Is this the most toxic job description in public life?
- Published
Wanted: highly respected chairman or chairwoman, available for up to 10 years, robust in the face of press scrutiny, and with no ties to the British establishment - it is becoming the most toxic job description in public life. Finding the right person to chair this vast, complex and crucial public inquiry is proving all but impossible.
The departure of Dame Lowell Goddard has plunged the Independent Inquiry into Child Sexual Abuse (IICSA) into crisis.
And what makes that so bitterly ironic is that she was precisely the person appointed to be the steadying hand on an inquiry that many felt had lost its way before it had even started.
The first chairwoman, Baroness Butler-Sloss, a hugely experienced retired judge, stood down after a week because of concerns relating to the fact she was the sister of the late Lord Havers. He was attorney general at the time of some of the abuse that was to be examined.
Why that had not been considered, or thought to be important, before her appointment remains a mystery.
The second, City solicitor Dame Fiona Woolf, lasted less than two months. Her judicial experience was confined to sitting as a part-time magistrate.
She resigned after it was claimed she was too close to Lord Brittan, who was at the time under investigation for sexual offences.
He was subsequently exonerated, but like Lady Butler-Sloss, Dame Fiona was seen as just too close to the British establishment that would fall under the inquiry's gaze.
Established in 2014, the IICSA is not simply a public inquiry, it is a vast, six-decade retrospective exercise in national soul-searching.
There is little doubt that children were sexually abused in the 1960s, 70s, 80s and 90s and beyond, across many public and private institutions.
Society frequently tolerated such abuse by turning a blind eye and allowing those who were complicit to go freely about their gruesome business.
It took a series of scandals, most notably that of serial child abuser Jimmy Savile, to really change perceptions.
The IICSA must delve into the national psyche and institutions of decades past, and carry out extensive examinations of how they operated in relation to children.
Its scope is mammoth.
Churches, children's homes, the police, armed forces, schools, hospitals, charities, the BBC, and the role of well known people in politics and the media are just some of the areas it aims to tackle.
It must then come up with a comprehensive report that ensures no such abuse can occur in future.
That such an inquiry could have lost three chairwomen, all appointed by the then Home Secretary, Theresa May, in two years is disturbing.
So, back to basics.
There are two key selection criteria for the new chairman or chairwoman.
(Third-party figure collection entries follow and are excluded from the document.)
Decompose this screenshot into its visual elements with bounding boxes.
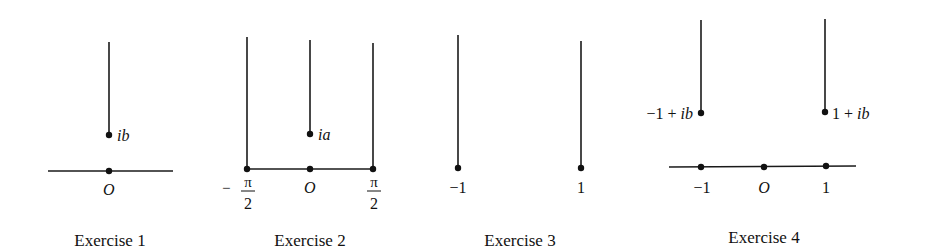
- label-right-pi: π: [370, 174, 378, 190]
- label-minus-sign: −: [222, 180, 230, 196]
- point-minus-one-plus-ib: [698, 110, 704, 116]
- point-pi-half: [370, 166, 376, 172]
- label-origin: O: [103, 181, 115, 198]
- label-one: 1: [577, 179, 585, 196]
- label-tick-minus-one: −1: [693, 179, 710, 196]
- label-right-two: 2: [370, 195, 378, 212]
- label-left-pi: π: [244, 174, 252, 190]
- exercise-4-figure: −1 + ib 1 + ib −1 O 1 Exercise 4: [647, 19, 870, 247]
- label-tick-origin: O: [758, 179, 770, 196]
- caption-exercise-1: Exercise 1: [74, 231, 145, 250]
- point-one-plus-ib: [822, 109, 828, 115]
- point-ib: [106, 132, 112, 138]
- exercise-2-figure: ia − π 2 O π 2 Exercise 2: [222, 37, 381, 250]
- point-minus-pi-half: [244, 166, 250, 172]
- label-minus-one-plus-ib: −1 + ib: [647, 105, 694, 122]
- label-origin: O: [304, 179, 316, 196]
- exercise-1-figure: ib O Exercise 1: [48, 42, 173, 250]
- point-minus-one: [455, 165, 461, 171]
- caption-exercise-2: Exercise 2: [274, 231, 345, 250]
- exercise-diagrams: ib O Exercise 1 ia − π 2 O π 2 Exercise …: [0, 0, 926, 251]
- origin-point: [761, 164, 767, 170]
- tick-minus-one: [698, 164, 704, 170]
- origin-point: [106, 168, 112, 174]
- label-ia: ia: [318, 126, 330, 143]
- label-one-plus-ib: 1 + ib: [832, 105, 869, 122]
- origin-point: [307, 166, 313, 172]
- label-tick-one: 1: [822, 179, 830, 196]
- caption-exercise-3: Exercise 3: [484, 231, 555, 250]
- tick-one: [823, 163, 829, 169]
- point-one: [578, 165, 584, 171]
- point-ia: [307, 131, 313, 137]
- label-minus-one: −1: [449, 179, 466, 196]
- exercise-3-figure: −1 1 Exercise 3: [449, 35, 585, 250]
- label-left-two: 2: [244, 195, 252, 212]
- label-ib: ib: [117, 127, 129, 144]
- caption-exercise-4: Exercise 4: [728, 228, 800, 247]
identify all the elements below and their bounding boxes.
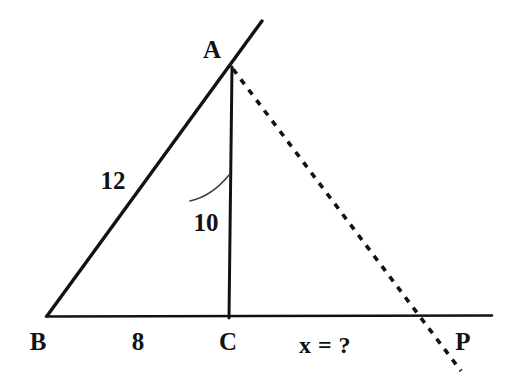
geometry-diagram: A B C P 12 10 8 x = ? <box>0 0 515 388</box>
angle-arc-marker <box>190 175 229 201</box>
vertex-label-b: B <box>30 329 47 354</box>
segment-dashed-ap <box>233 69 461 371</box>
measure-label-unknown-x: x = ? <box>299 333 351 357</box>
geometry-canvas <box>0 0 515 388</box>
segment-baseline-bp <box>46 316 492 317</box>
measure-label-bc: 8 <box>132 329 145 354</box>
measure-label-ab: 12 <box>101 168 126 193</box>
segment-altitude-ac <box>229 67 232 318</box>
vertex-label-c: C <box>219 329 237 354</box>
vertex-label-a: A <box>203 37 221 62</box>
vertex-label-p: P <box>455 329 470 354</box>
measure-label-altitude: 10 <box>194 210 219 235</box>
They need the intellect and experience to do the job.
It would normally be a senior serving, or former, judge familiar with the law underpinning a public inquiry, and used to hearing and analysing mammoth amounts of testimony from multiple witnesses - effectively and with sensitivity.
But two senior judges have come and gone.
Equally important is perception and independence.
Victims and survivors must have confidence the chairman or chairwoman is divorced from the contentious subject matter of the inquiry and key people who may figure in it.
That is difficult for a senior British judge, who would be seen as part of the establishment and could have connections to individuals and institutions being examined.
But recruiting from abroad has also failed.
What makes recruitment harder still is that, in football parlance, Dame Lowell had "lost the dressing room".
My colleague Tom Symonds has reported that there was tension, even conflict, between her and her officials.
The former director of public prosecutions Lord Macdonald says chairing the inquiry is now "not so much a poisoned chalice as a lethal injection".
That raises two questions:
Is there someone capable of getting the inquiry in its present form back on track?
Or should it now be broken down into much more defined, separate inquiries with different chairmen or chairwomen?
The role would dominate and define the career of a senior person and place them under an intense media spotlight for the best part of a decade or longer.
Senior judges, such as the much respected Dame Heather Hallet, who won praise for her sensitive handling of the inquests into the deaths of those killed by the 7 July 2005 London bombings, would have to give up their judicial career and the chance of becoming Lord Chief Justice. The role becomes vacant next year.
Among other names mentioned are the current counsel to the inquiry Ben Emerson QC. He is a distinguished human rights lawyer, with the advantage of knowing the preliminary work of the inquiry well.
The barrister Michael Mansfield QC is favoured by some survivors, but at 74 is perhaps too old for a 10-year stint.
Beyond judges and lawyers, Prof Alexis Jay, who led the Independent Inquiry into Child Sexual Exploitation in Rotherham and is currently on the IICSE's advisory panel, is being touted by some as an interim chairman who could then take over full time.
Judge, civil servant, academic? Only the brave need apply.